Monday 27 May 2013

25/5/13 - a response to the EDL march in Newcastle

I’m not offended by the fact that others
aren’t the same as me:
how the fuck could I be?
Regularly

the only one in the room:
can’t recall if Toni Morrison or Maya Angelou
advises not to be that, but I never had a choice.
Grew up always knowing I’d not be one of the boys,
never certain of unqualified acceptance as a girl:
there are days I feel as if it isn’t just rooms but the world
that there’s no-one else like me in,
and I don’t mean I’m unique,
I don’t mean I’m artisan, handmade, bespoke, boutique,
I mean the world feels like a funfair
where I’m wheeled in as the freak,
accepted as a turn because I learned to entertain you,
a lust-object to chasers who say girls like me are ‘angels’
when they don’t care for our halos
but the things between our legs,
cause when a chick has dick plus tits who gives
a shit about her intellect? Now,

if I can deal with this day after day, night after night,
why are you so angry that some people just...aren’t
white?
Because that’s what it’s about: don’t try
to hide behind religion, don’t say
you’re not racist, that you just object to Islam,
because if that’s the case then why were your mates
casing the gurdwara?
Sikhs aren’t Muslims. This is basic.
You lot really should work harder
at learning to distinguish one brown person from another
but why try, when the one thing you’re
not blind to is their colour?

And just as you deny that you’ve selective colour vision,
you lie and claim you even have an LGBT division,
when nothing else backs those initials
but your cynicism:
I missed the running battle
when you gathered in Newcastle,
because I was lying back on
a couch, wearing blackened tanning
goggles, having IPL
(intensed pulsed light beams) fired at my face
and, yes, it hurts like hell,
but doesn’t feel like the disgrace
I felt when I had to cross the street
to get away from you
the way I’d hang out in the library
when I was back at school
because I knew you owned the yard
but didn’t own the future:
sure, you were nasty, you were hard,
and I was just a loser
who wanted to be Kitty Pryde
instead of Wolverine,
but I was going somewhere.
Never told you about my dream
because I knew that boys like you interpret
difference as a weakness:
I kept it close, I kept it secret,
but I knew that I’d achieve this.

Still I crossed the street when you pitched up
mob-handed in my city,
munching on free fry-ups
from the welcoming committee
at a bar which I won’t name
(but which pretends it’s Gotham, shittily).
You were drinking, cussing, bussed-in
from as far away as Brighton,
all just here for a ruck, it wasn’t just me
that was frightened.
On the bus back home apologists insisted
you were peaceful:
but you didn’t look calm, plotted up
down there by the cathedral,
and you didn’t look zen, shirtless,
shouting, on the evening news:
though that’s not surprising. Half-ten
and already on the booze,
and you claim that you’re defending
all that’s good in our society?
Just what is it you’re protesting
against – sobriety?

There’s nothing you can ever say that’ll enlighten me
because you live in the dark ages,
even dress up as crusaders,
burn Korans while never understanding
what’s between their pages,
the quotes you use selected
to prove it’s twisted –
but I bet that you eat shellfish
and still claim to be a Christian
(Leviticus 11:10 forbids that – why not check it?).
You won’t prove that you know the truth
by  sampling riffs from holy books,
but they say we’ll know you by your fruits

and what you bear is rotten
before it’s even off the tree.
Maybe you’ve forgotten
the story about Muhammad Ali
when he refused the draft?
What he said to reporters,
whenever they would ask
why he wouldn’t go to Vietnam,
swap gloves for trigger fingers,
was that no-one in the Viet Cong
had ever called him ‘nigger’.
You’d probably deny it,
but I think it’s pretty classy,
and that’s why I’ll never march beside you:

because no Muslim called me ‘tranny’.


• _Exercise instructions_
Return all the lines below in which the string "span" appears.

■ ■ ■ ■ ■ ■ ■

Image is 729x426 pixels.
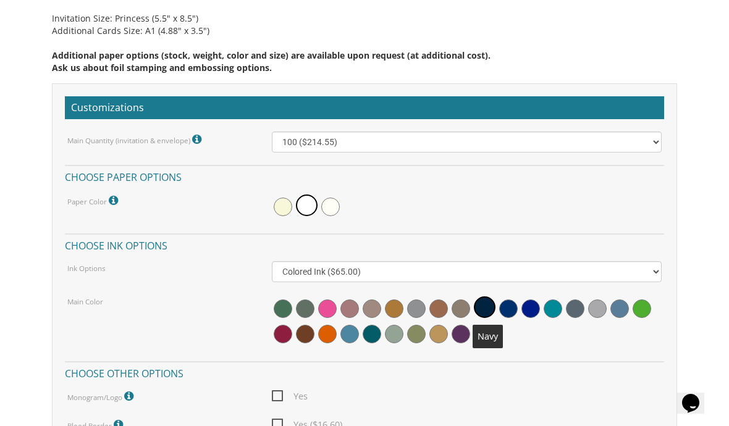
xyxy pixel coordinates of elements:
[272,389,308,404] span: Yes
[67,132,204,148] label: Main Quantity (invitation & envelope)
[67,389,137,405] label: Monogram/Logo
[67,264,106,274] label: Ink Options
[65,96,665,120] h2: Customizations
[52,49,490,61] span: Additional paper options (stock, weight, color and size) are available upon request (at additiona...
[677,377,717,414] iframe: chat widget
[65,165,665,187] h4: Choose paper options
[65,233,665,255] h4: Choose ink options
[65,361,665,383] h4: Choose other options
[67,193,121,209] label: Paper Color
[52,62,272,74] span: Ask us about foil stamping and embossing options.
[67,297,103,308] label: Main Color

■ ■ ■ ■ ■ ■ ■

• _Exercise output_
[272,389,308,404] span: Yes
[52,49,490,61] span: Additional paper options (stock, weight, color and size) are available upon request (at additiona...
[52,62,272,74] span: Ask us about foil stamping and embossing options.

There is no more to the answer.